The forced expulsion, by murder, torture, rape, and removal, of a population from a country or territory. The phrase is a euphemism for what is considered a type of genocide. It was applied in particular to the violent and coercive actions of the former Yugoslavia, under Bosnia Serb leader Radovan Karadzic, which included the killing, torture, rape, and expulsion of tens of thousands of Muslims and other non-Serbs from Serb-dominated areas of Bosnia in the early 1990s. First appearing in the press in 1991, the term was an expression of Serbian nationalism and hatred for the non-Serbian population. The ethnic cleansing in Yugoslavia has been com-pared with the genocidal policies of Hitler in Nazi Germany and Stalin in the So-viet Union.

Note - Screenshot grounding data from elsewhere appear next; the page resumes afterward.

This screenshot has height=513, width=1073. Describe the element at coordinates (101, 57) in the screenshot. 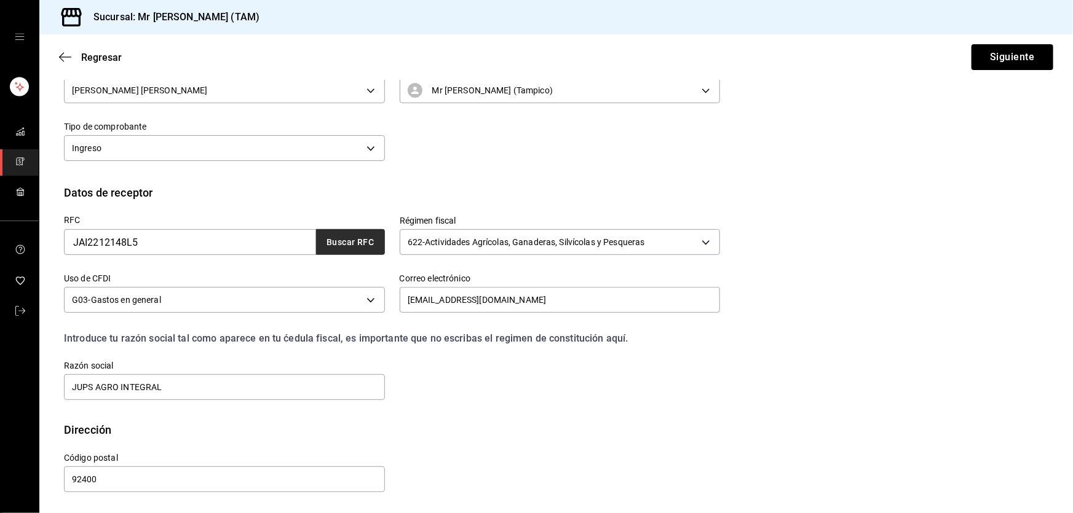

I see `span: Regresar` at that location.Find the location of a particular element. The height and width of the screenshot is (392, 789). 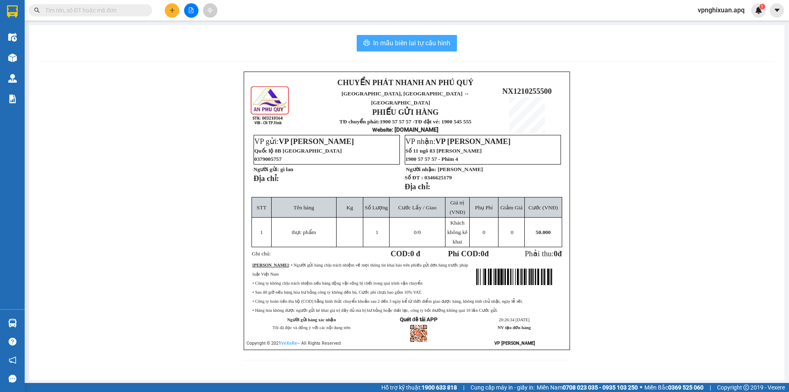

img: logo-vxr is located at coordinates (12, 12).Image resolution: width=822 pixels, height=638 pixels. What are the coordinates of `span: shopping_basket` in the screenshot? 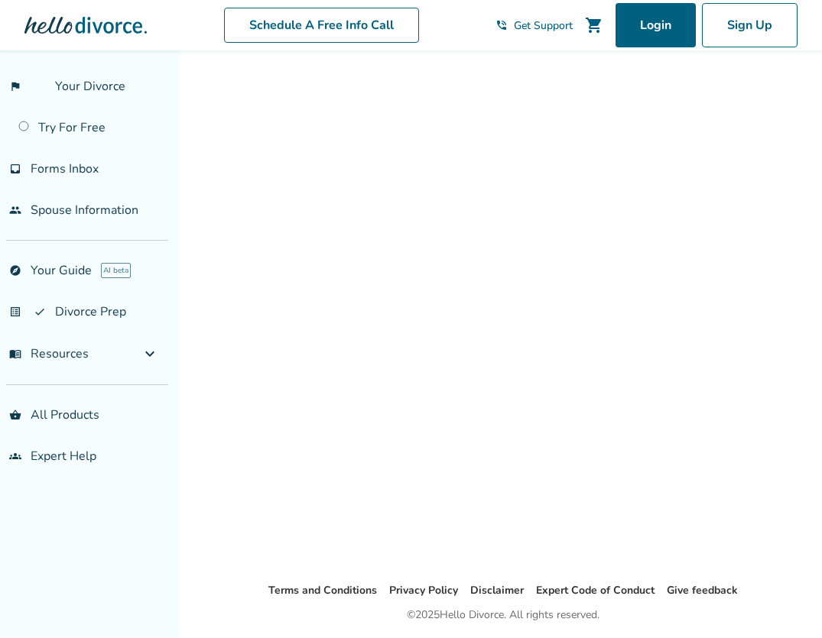 It's located at (15, 415).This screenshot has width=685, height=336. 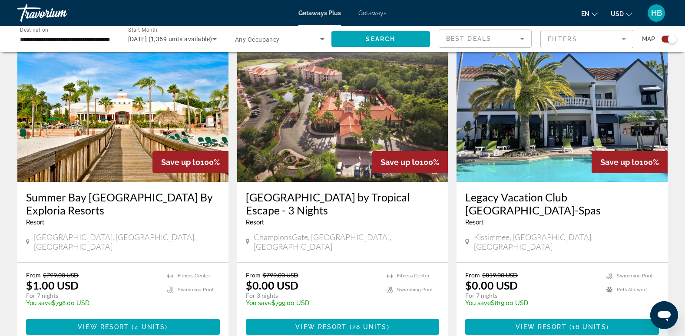 What do you see at coordinates (61, 13) in the screenshot?
I see `a: Travorium` at bounding box center [61, 13].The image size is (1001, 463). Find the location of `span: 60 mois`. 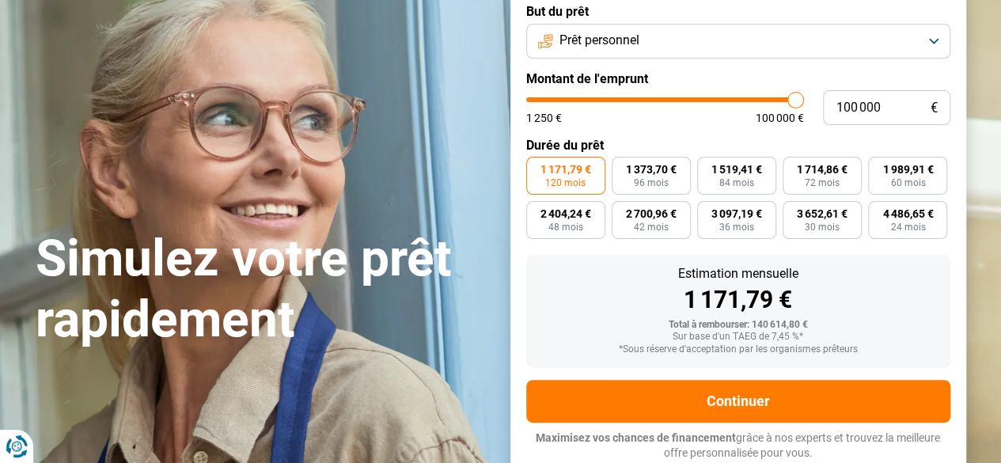

span: 60 mois is located at coordinates (908, 183). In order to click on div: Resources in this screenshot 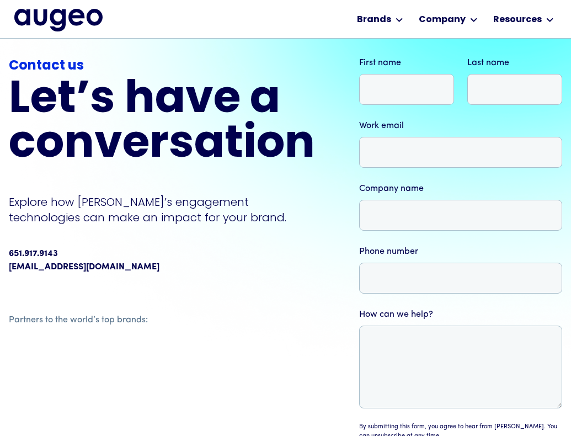, I will do `click(518, 20)`.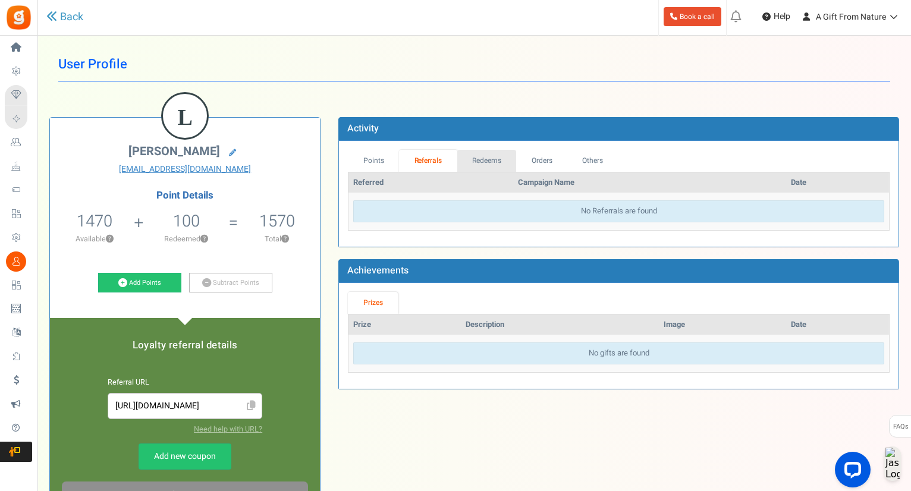 The height and width of the screenshot is (491, 911). I want to click on span: Help, so click(781, 17).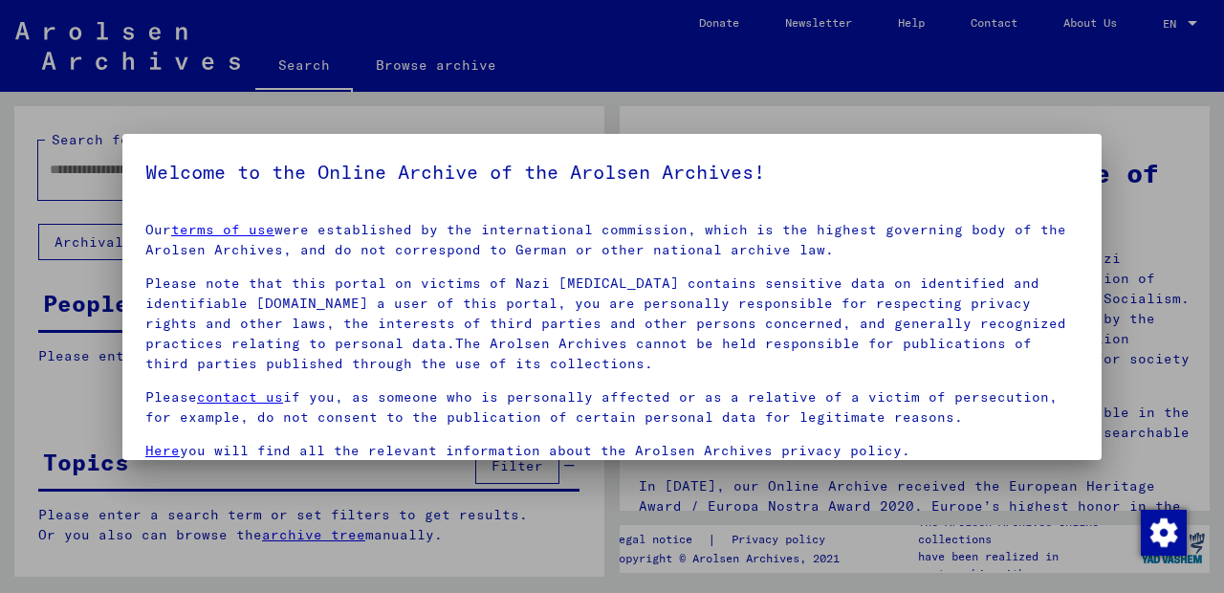 This screenshot has height=593, width=1224. Describe the element at coordinates (163, 450) in the screenshot. I see `a: Here` at that location.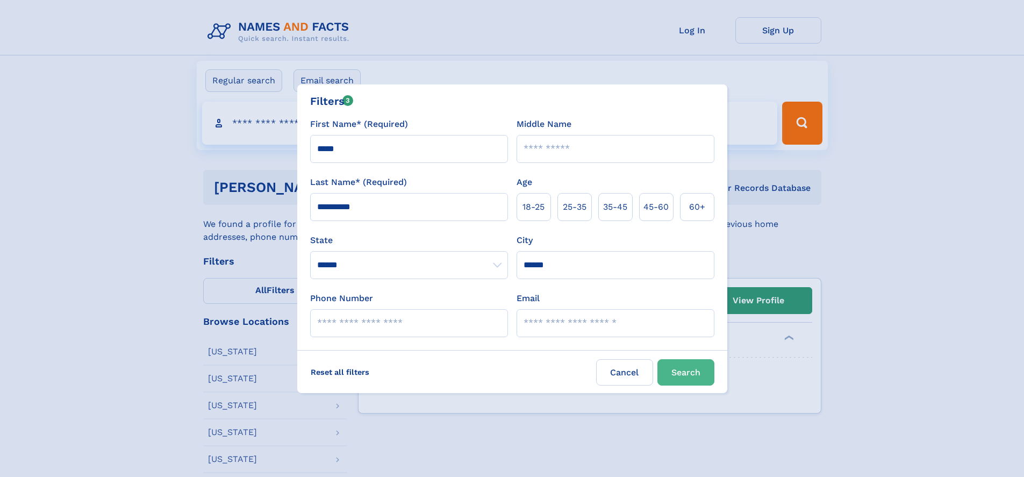 This screenshot has height=477, width=1024. I want to click on label: Middle Name, so click(544, 124).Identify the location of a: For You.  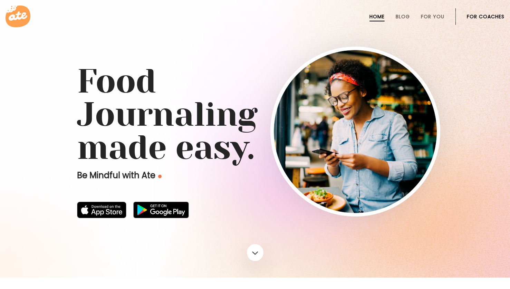
(432, 17).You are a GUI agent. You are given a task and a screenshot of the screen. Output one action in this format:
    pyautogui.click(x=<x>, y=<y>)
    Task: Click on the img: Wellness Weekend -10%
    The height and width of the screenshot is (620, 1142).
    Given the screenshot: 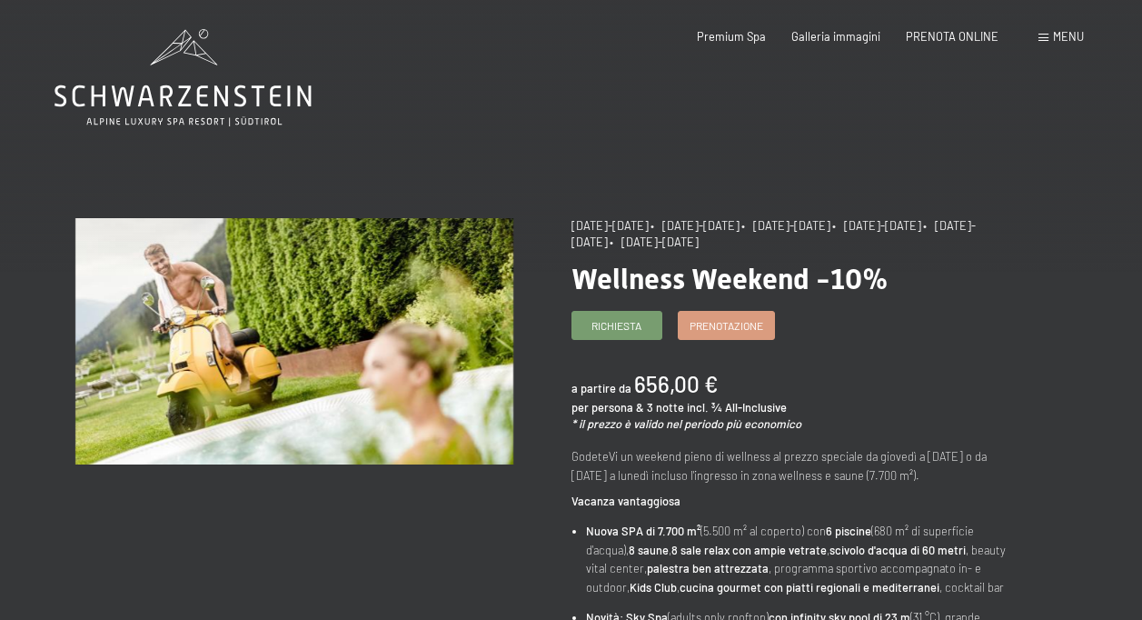 What is the action you would take?
    pyautogui.click(x=294, y=341)
    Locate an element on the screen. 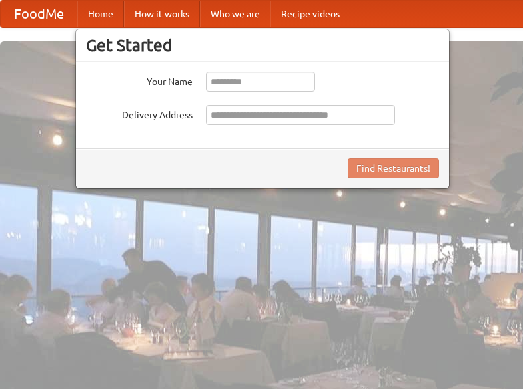  a: Home is located at coordinates (101, 14).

Hitler’s policies have been referred to as “ethnic purification.” The idea of cleans-ing a country of the “pollution” of Jews was expressed in virulent terms by nine-teenth-century Orientalist and biblical scholar Paul de Lagarde: “Jews are an alien body that creates ill-feeling, disease, ever-festering sores—death. These aliens are the cause of putrefaction and should be destroyed as quickly and thoroughly as possible” (Hood and Jansz 1994, 47).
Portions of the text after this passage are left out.